Image Nigel Shadbolt, a professor of computer science at Oxford, in 2018. PHOTO: ROBERTO RICCIUTI/GETTY IMAGES

Schwarzman’s enthusiasm for AI echoes other bold moves that helped build Blackstone into the $1 trillion behemoth it is today. He and co-founder Pete Peterson diversified beyond buyouts long before competitors, launching a hedge-fund business in 1990, getting into real-estate investing in 1991 and credit in 1998. Now real estate is Blackstone’s biggest business and the firm’s market capitalization is roughly double that of its closest competitors.

“Go big” is his mantra, Schwarzman wrote in his 2019 memoir.

His interest in AI piqued following the talk with Ma, the buyout chief brought it up a year later during a meeting with then-MIT president L. Rafael Reif to discuss the Schwarzman Scholars program that lets American students study at Tsinghua University in Beijing.

Schwarzman asked Reif why the technology hadn’t taken off yet. Reif said computers were only just getting to be powerful enough to put the theory of AI, which MIT had helped pioneer, into practice. Use of it would rapidly accelerate from there.

That acceleration was already under way in China, as Schwarzman noted during his frequent visits there in 2017 and 2018 to fundraise for his scholarship program. He learned about a company that sold used cars that was using AI to evaluate its fleet.

“I was concerned that the U.S. was falling behind on the most promising new technology in generations,” Schwarzman told The Wall Street Journal.

Reif, a Venezuelan-born electrical engineer, had also been thinking about how to better educate MIT’s students about AI. He wanted to weave it into the curriculum of every department and strengthen the university’s capabilities in using the technology for research.

“Data is part of every single discipline,” said Reif, who stepped down as MIT’s president at the end of 2022 after a 10-year stint. “This stuff is the new math.”

Image L. Rafael Reif speaking at MIT’s commencement ceremony in May 2022. PHOTO: BRIAN SNYDER/REUTERS

The conversations between Reif and Schwarzman continued over the next several years, with Reif visiting the Blackstone CEO at his Park Avenue office during trips to New York and once stopping by Schwarzman’s beachside vacation home in St. Tropez in the South of France.

Over lunch at the palm-lined mansion, Reif told Schwarzman he wanted to double the number of MIT faculty with expertise in computing while also hiring professors in other disciplines—from biology to business—who used AI to conduct their research.

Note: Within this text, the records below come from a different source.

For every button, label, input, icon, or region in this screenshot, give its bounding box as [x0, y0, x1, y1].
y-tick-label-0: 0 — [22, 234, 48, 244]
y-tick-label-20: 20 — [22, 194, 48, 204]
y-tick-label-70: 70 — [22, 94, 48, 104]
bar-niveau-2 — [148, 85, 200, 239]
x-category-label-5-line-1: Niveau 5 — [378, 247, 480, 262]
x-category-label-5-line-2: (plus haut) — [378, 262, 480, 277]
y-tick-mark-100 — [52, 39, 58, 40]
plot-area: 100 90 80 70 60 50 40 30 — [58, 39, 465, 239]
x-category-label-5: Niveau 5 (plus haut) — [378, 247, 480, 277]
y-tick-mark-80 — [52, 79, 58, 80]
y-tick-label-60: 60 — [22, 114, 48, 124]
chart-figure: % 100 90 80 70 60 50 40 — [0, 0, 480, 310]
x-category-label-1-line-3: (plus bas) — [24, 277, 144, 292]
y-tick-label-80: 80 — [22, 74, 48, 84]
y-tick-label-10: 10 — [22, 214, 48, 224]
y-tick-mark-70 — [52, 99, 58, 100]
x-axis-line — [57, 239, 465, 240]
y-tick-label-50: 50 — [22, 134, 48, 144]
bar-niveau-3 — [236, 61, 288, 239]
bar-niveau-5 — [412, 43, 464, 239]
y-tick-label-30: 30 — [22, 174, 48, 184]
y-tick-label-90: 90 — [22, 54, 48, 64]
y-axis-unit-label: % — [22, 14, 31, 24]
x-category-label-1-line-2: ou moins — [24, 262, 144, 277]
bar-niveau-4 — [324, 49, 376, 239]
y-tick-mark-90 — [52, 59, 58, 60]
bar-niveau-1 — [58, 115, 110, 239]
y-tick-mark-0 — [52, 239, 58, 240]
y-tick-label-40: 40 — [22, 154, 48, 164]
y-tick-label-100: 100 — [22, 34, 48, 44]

The idea intrigued Schwarzman: If MIT became the first AI-enabled university, other U.S. peers would have to respond. The billionaire ultimately agreed to donate $350 million of the $1.2 billion price tag.

It was around that time that Oxford’s vice chancellor emailed Shadbolt about a potential donor who had read his book on living with smart machines and wanted to meet him. A longtime AI researcher, Shadbolt was chairman and co-founder, along with internet pioneer Tim Berners-Lee, of the Open Data Institute, a nonprofit that aims to advance trust in data by enabling organizations to use it more capably and responsibly.

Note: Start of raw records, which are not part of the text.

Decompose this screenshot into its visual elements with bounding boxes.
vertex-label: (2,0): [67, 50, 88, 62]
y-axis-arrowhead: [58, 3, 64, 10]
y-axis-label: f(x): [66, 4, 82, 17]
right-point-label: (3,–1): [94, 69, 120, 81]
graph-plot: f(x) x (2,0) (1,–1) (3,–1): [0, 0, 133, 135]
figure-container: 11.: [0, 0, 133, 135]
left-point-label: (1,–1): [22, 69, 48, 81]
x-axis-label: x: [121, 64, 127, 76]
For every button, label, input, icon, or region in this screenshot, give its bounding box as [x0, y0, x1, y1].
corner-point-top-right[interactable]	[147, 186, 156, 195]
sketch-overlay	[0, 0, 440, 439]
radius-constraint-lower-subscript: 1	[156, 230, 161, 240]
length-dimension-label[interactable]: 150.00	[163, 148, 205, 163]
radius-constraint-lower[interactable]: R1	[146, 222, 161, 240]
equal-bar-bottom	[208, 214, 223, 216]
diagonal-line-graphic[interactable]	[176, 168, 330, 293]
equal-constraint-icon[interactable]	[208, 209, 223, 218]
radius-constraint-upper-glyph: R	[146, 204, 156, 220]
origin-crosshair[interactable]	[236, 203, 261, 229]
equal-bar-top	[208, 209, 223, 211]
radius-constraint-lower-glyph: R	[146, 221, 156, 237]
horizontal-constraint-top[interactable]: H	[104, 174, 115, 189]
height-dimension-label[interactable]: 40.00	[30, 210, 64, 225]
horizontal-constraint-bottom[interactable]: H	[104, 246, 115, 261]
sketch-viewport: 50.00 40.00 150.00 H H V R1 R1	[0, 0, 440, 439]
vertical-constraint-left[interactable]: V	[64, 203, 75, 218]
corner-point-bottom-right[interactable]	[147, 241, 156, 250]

Schwarzman was weighing a large gift to create a humanities center, and he wanted it to house a program focused on the ethics of AI. He identified Oxford, with its top-notch philosophy department, as the place to do it.

Schwarzman has also pushed Blackstone to use AI. The private-equity firm hired its first data scientist back in 2015 and now employs 50 of them working across its various business lines to analyze data and make predictions that inform investment decisions. The idea is that AI could help the firm’s real-estate arm predict demand for apartments or analyze LinkedIn data to understand which life-science companies are hiring and might be in need of lab space, for example.

Schwarzman joined a Zoom call last July with the CEOs of the firm’s portfolio companies in which he told them that understanding the ways they can use AI and how the technology is affecting their industries needs to be a top priority.

“When you consider that I started my career building models with a pencil and a slide rule, I’d say I’ve come a long way,” he told the Journal.

Appeared in the February 23, 2024, print edition as 'Blackstone’s CEO a Booster of AI'.